Wednesday, November 19, 2008

Unmoored

It's funny, how we've all become slaves to routine in our MBA program: we pick up our books, we patiently wait for and then read our syllabi, and we dutifully execute the tasks assigned to us. We listen for the nuance in each class and bend ourselves to the particularities of each professor ("this one looks for detail", "this one wants pretty charts", "this one seems to be barely paying attention"), we hand in our assignments, and we trace our grades on the master curve.

We've all come to expect that expectations will be clearly laid out before us, like a well-drawn map complete with breadcrumbs to follow.

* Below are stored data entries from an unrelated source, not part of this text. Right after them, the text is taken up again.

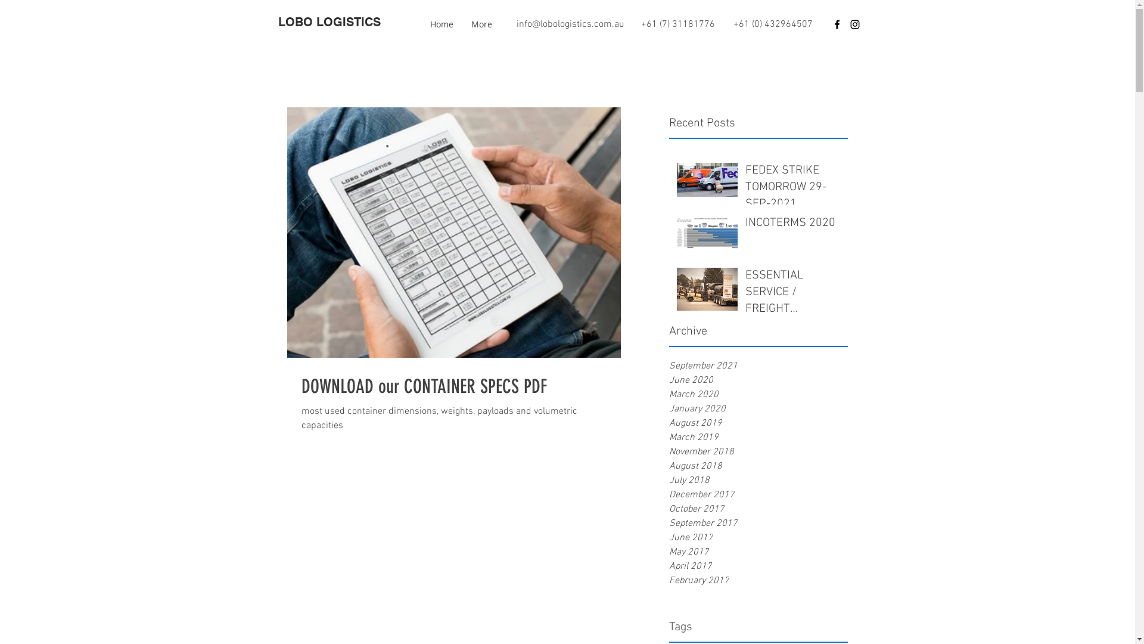 This screenshot has width=1144, height=644. I want to click on January 2020, so click(758, 409).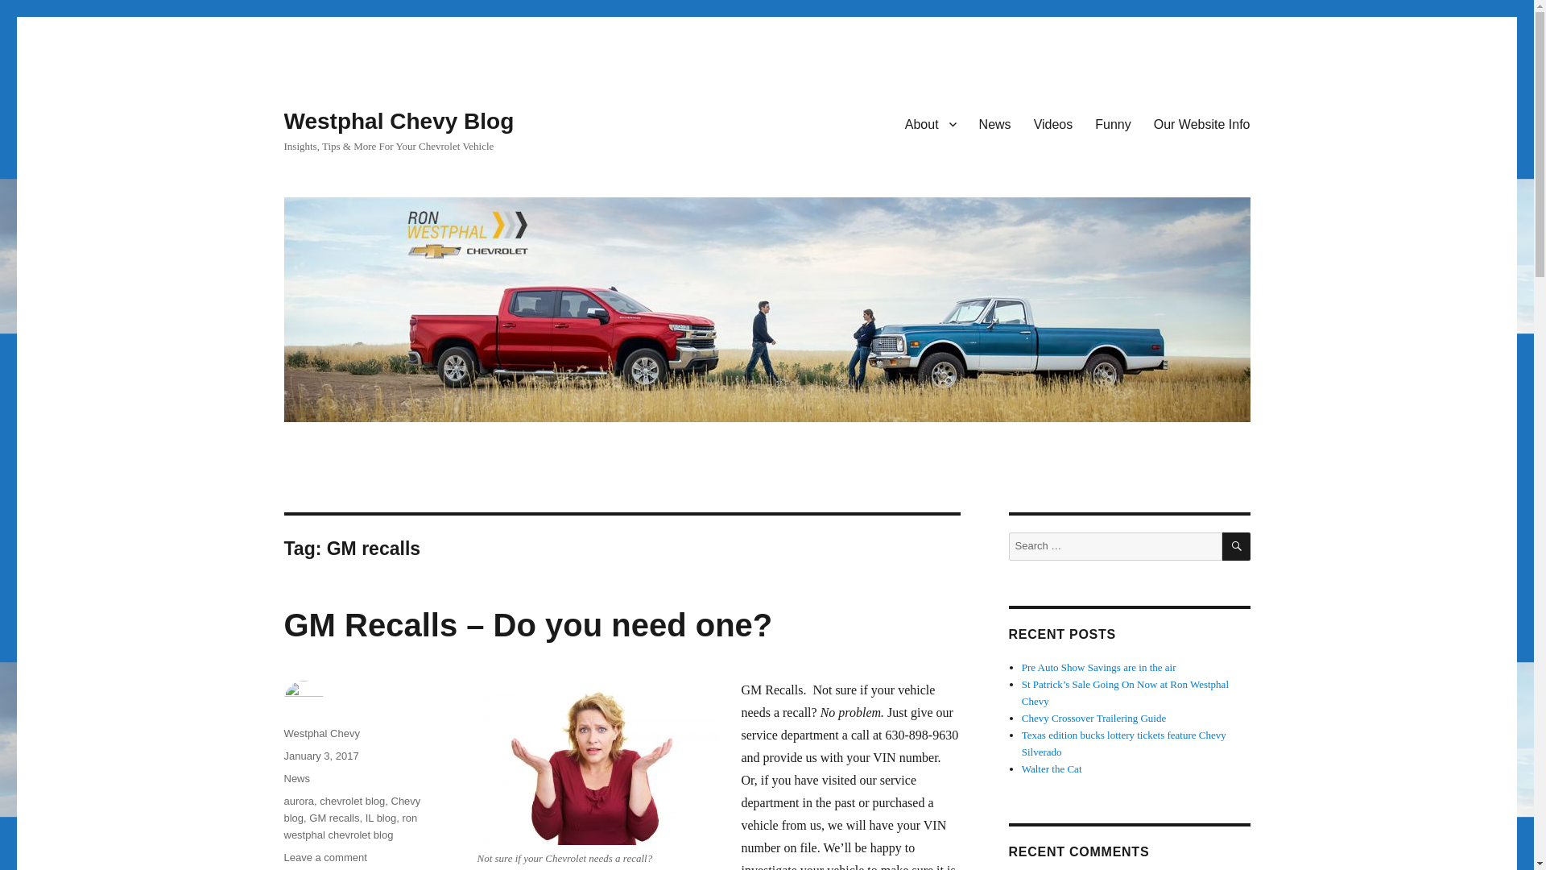 This screenshot has height=870, width=1546. I want to click on News, so click(994, 123).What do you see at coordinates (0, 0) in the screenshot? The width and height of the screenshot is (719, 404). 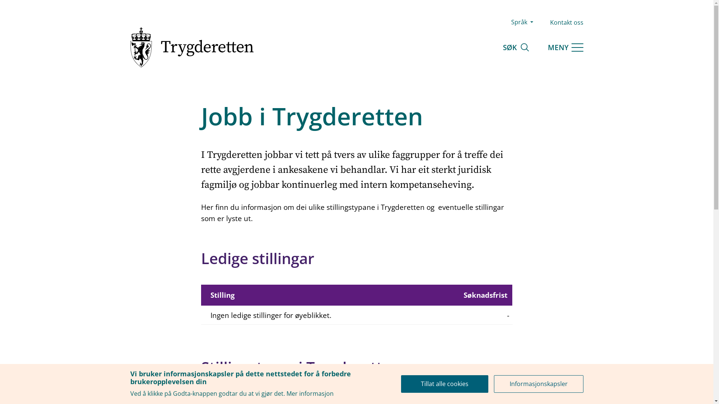 I see `Hopp til hovedinnhold` at bounding box center [0, 0].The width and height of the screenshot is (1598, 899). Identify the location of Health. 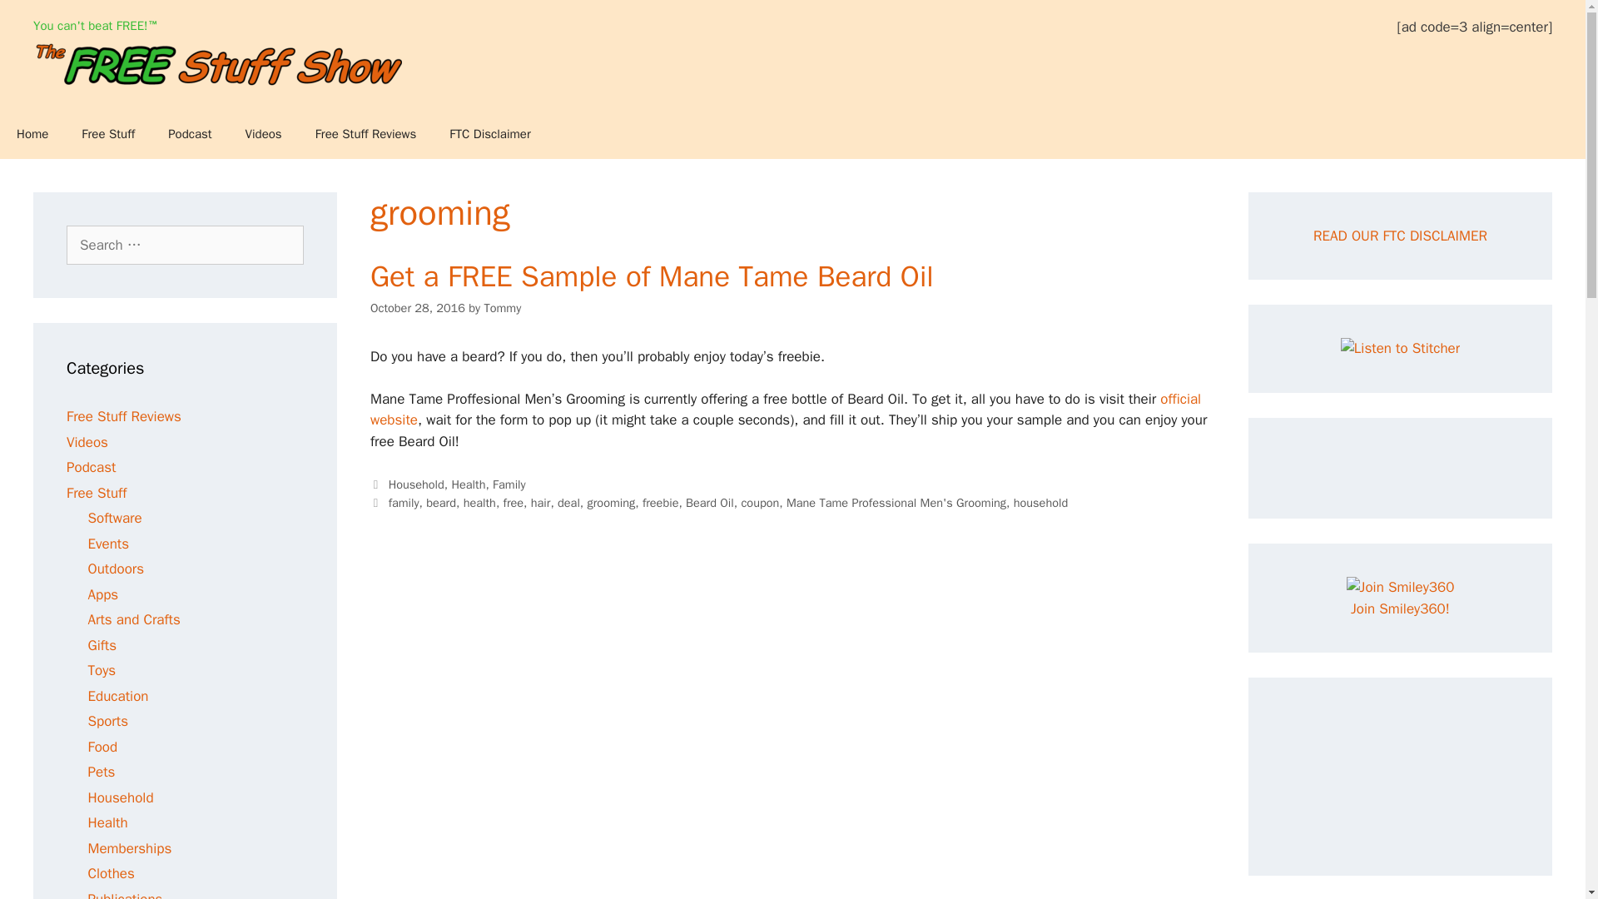
(468, 485).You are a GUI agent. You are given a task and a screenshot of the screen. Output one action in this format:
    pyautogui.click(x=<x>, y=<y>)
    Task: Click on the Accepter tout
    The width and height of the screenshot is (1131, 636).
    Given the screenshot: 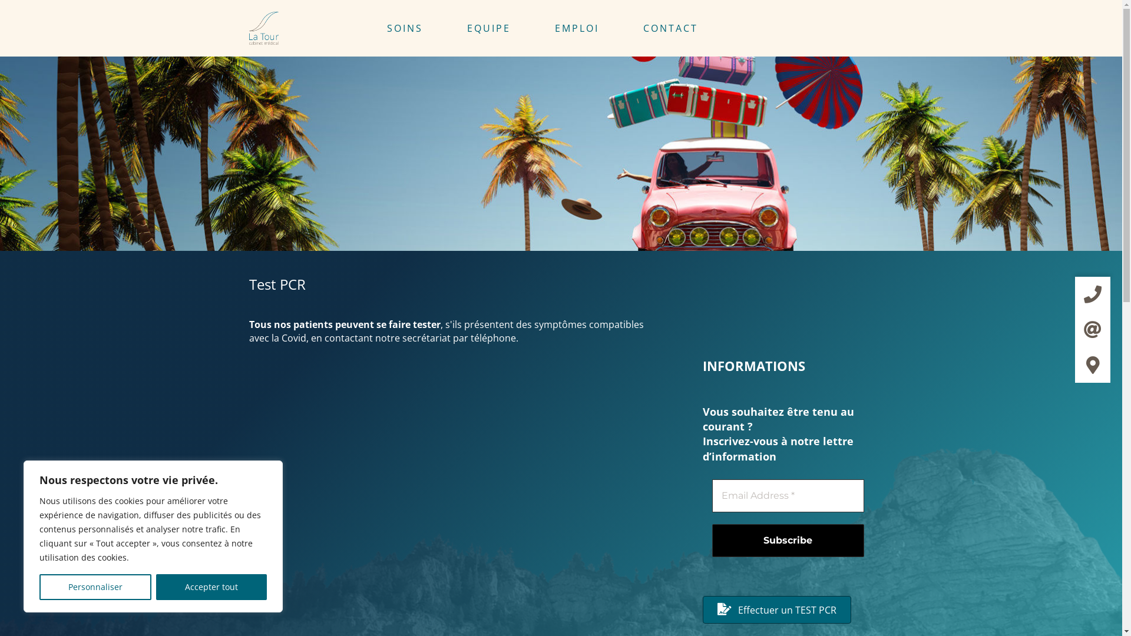 What is the action you would take?
    pyautogui.click(x=211, y=587)
    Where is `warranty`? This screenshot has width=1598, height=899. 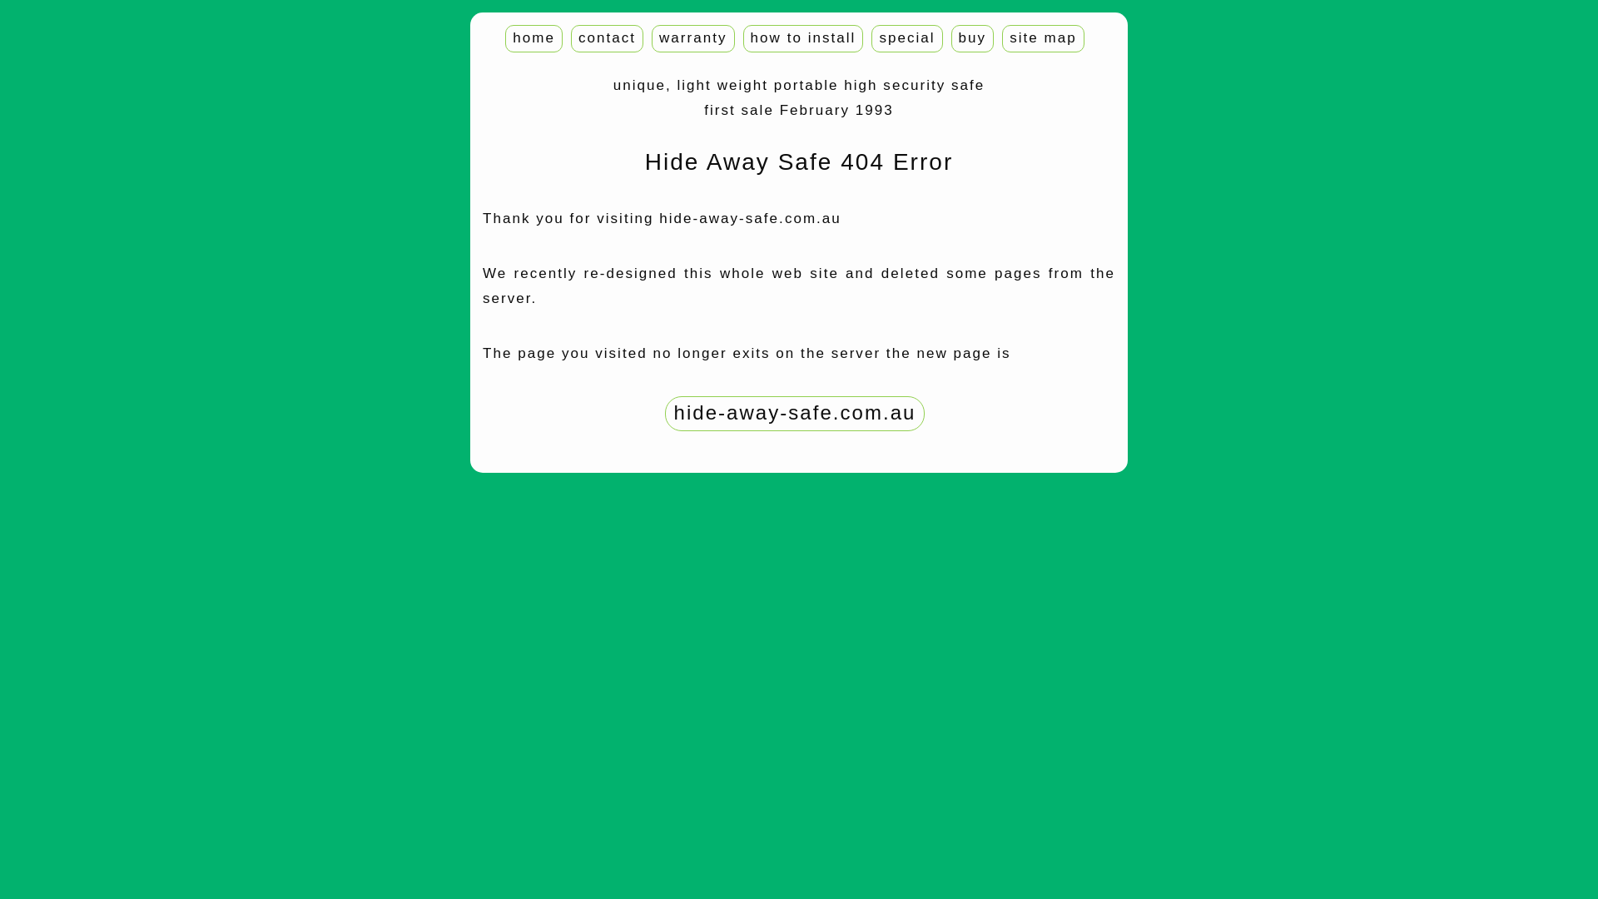 warranty is located at coordinates (693, 38). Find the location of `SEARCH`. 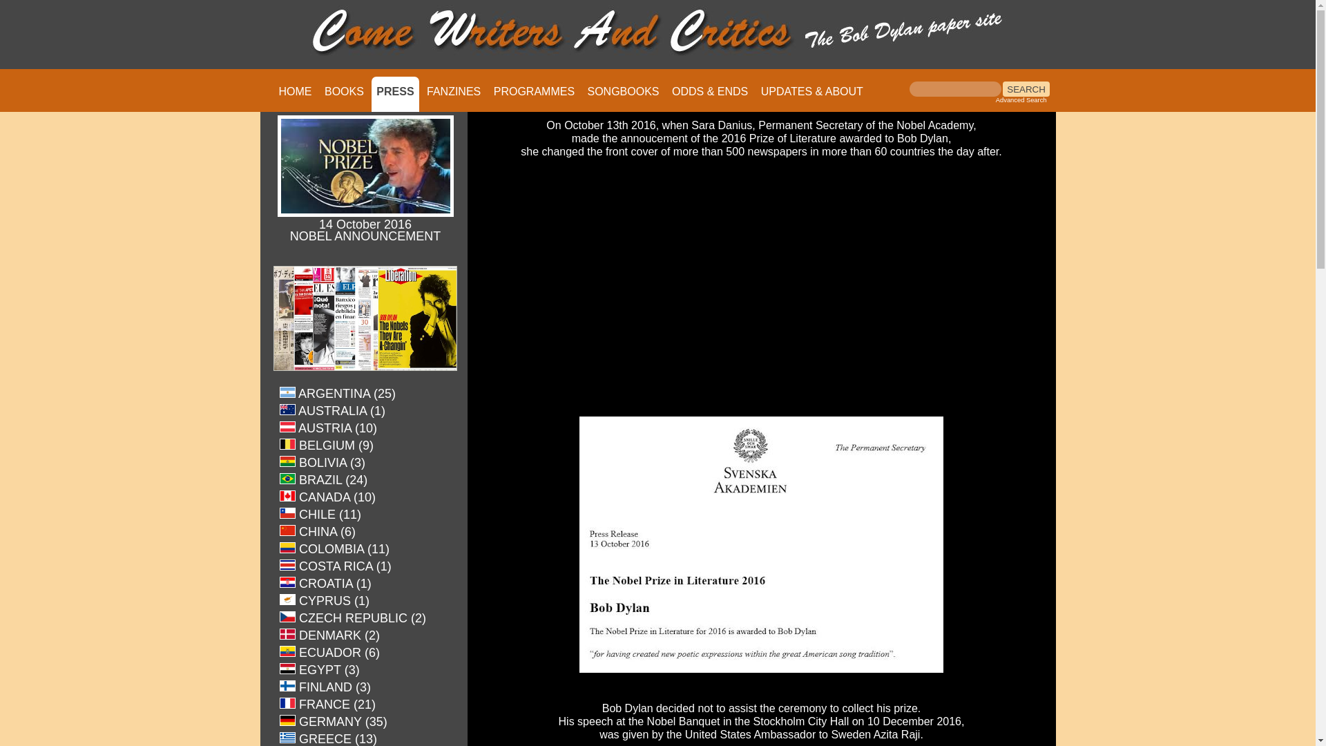

SEARCH is located at coordinates (1027, 88).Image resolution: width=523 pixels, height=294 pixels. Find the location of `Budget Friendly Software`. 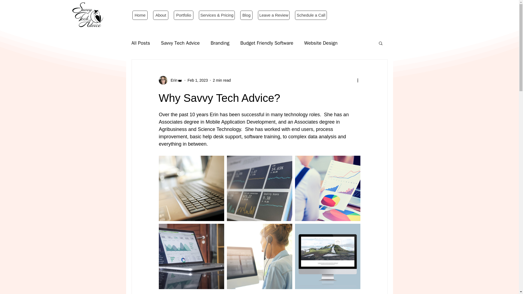

Budget Friendly Software is located at coordinates (267, 43).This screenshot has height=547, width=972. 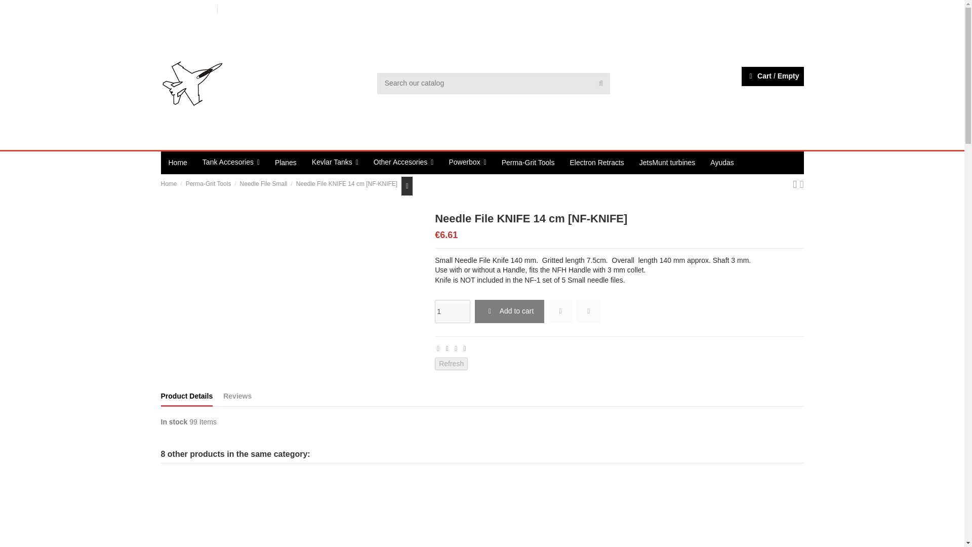 I want to click on Add to wishlist, so click(x=561, y=311).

I say all of this is funny because, as working professionals, it is unlikely we find anywhere close to this type of certainty in our everyday lives outside of class. We navigate re-orgs, trans-continental conference calls, ever-changing projects, and shifting management to read the organizational tea leaves; we jump from stone to stone trying to reach the other side of the river without falling in.

There have been classes where our expectations have gone unmet, where they have changed, and where there just haven't been any guidelines. Such is shaping up to be the case in our venture capital class: we have our first major presentation in two days yet no one I've spoken with seems to have the foggiest idea of what it is we will be measured against.

This is causing more than a little unrest among the troops. It's almost midnight as I write this, and my guess is that there are scores of my classmates also up later than they should be, stressing more than they should be, about a little 10-minute presentation coming up Friday afternoon. Blink, and it will be over, and we'll all be on to the next challenge.